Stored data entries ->
·····
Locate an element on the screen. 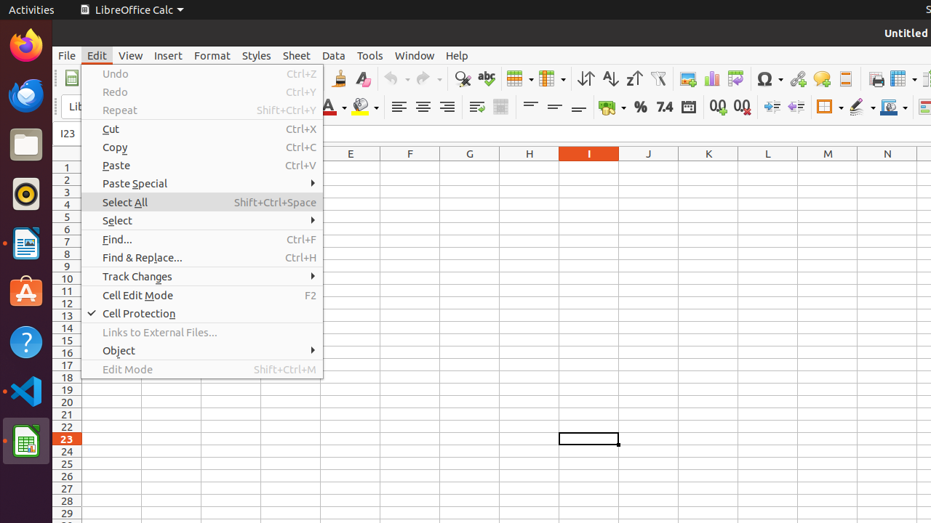  Links to External Files... is located at coordinates (202, 333).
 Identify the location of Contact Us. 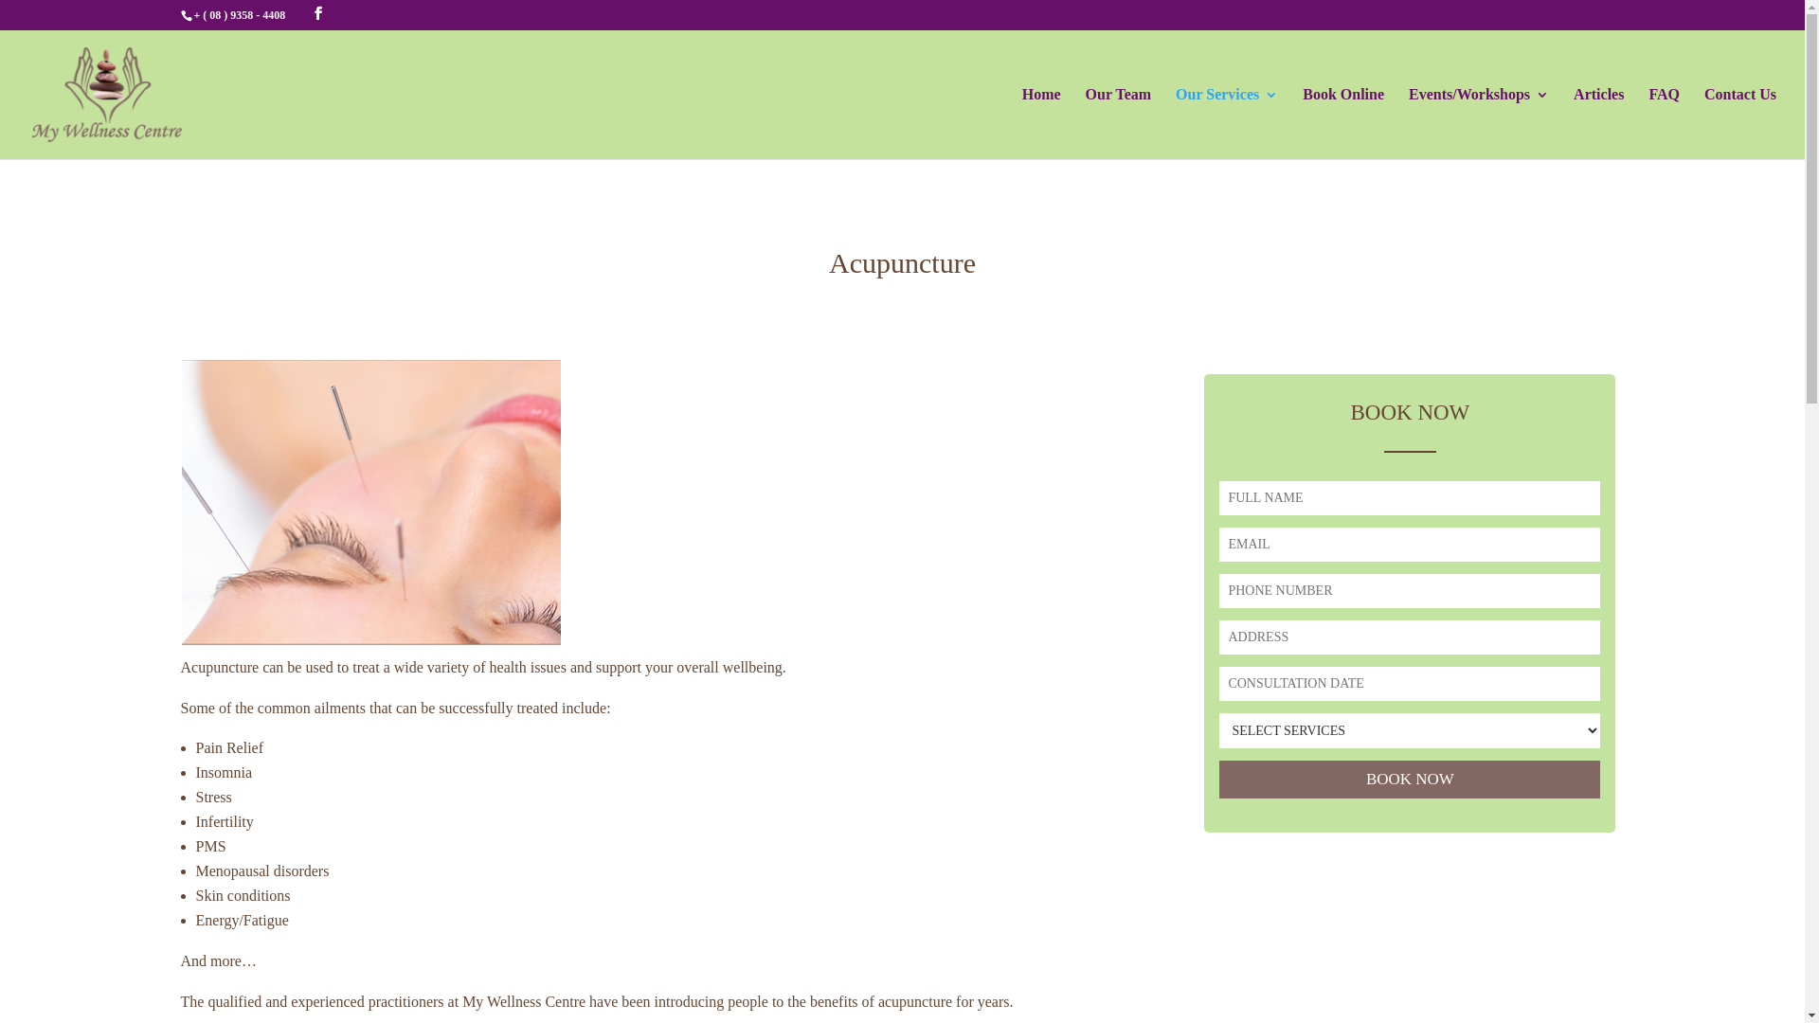
(1741, 123).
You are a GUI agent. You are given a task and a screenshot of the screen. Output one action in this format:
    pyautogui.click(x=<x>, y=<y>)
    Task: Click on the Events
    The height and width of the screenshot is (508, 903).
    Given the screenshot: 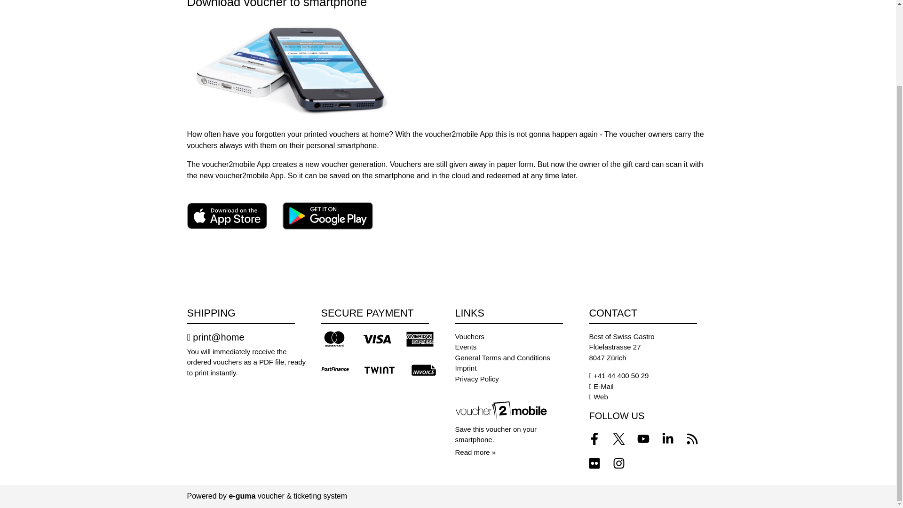 What is the action you would take?
    pyautogui.click(x=466, y=347)
    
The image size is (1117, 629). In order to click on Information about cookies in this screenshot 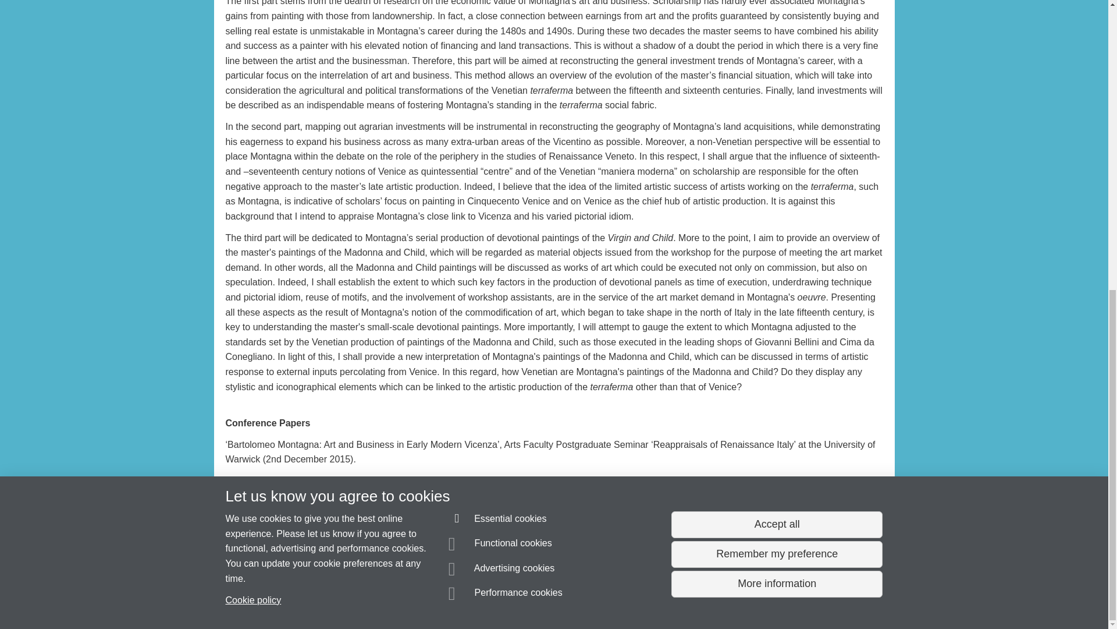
·····
AIM OF THE TASK -> Give only the lines from the one holding "You are a GUI" through the one holding "The height and", each restated exactly as it appears above.

RESULT BELOW ->
You are a GUI agent. You are given a task and a screenshot of the screen. Output one action in this format:
    pyautogui.click(x=<x>, y=<y>)
    Task: Click on the Events
    The height and width of the screenshot is (508, 903).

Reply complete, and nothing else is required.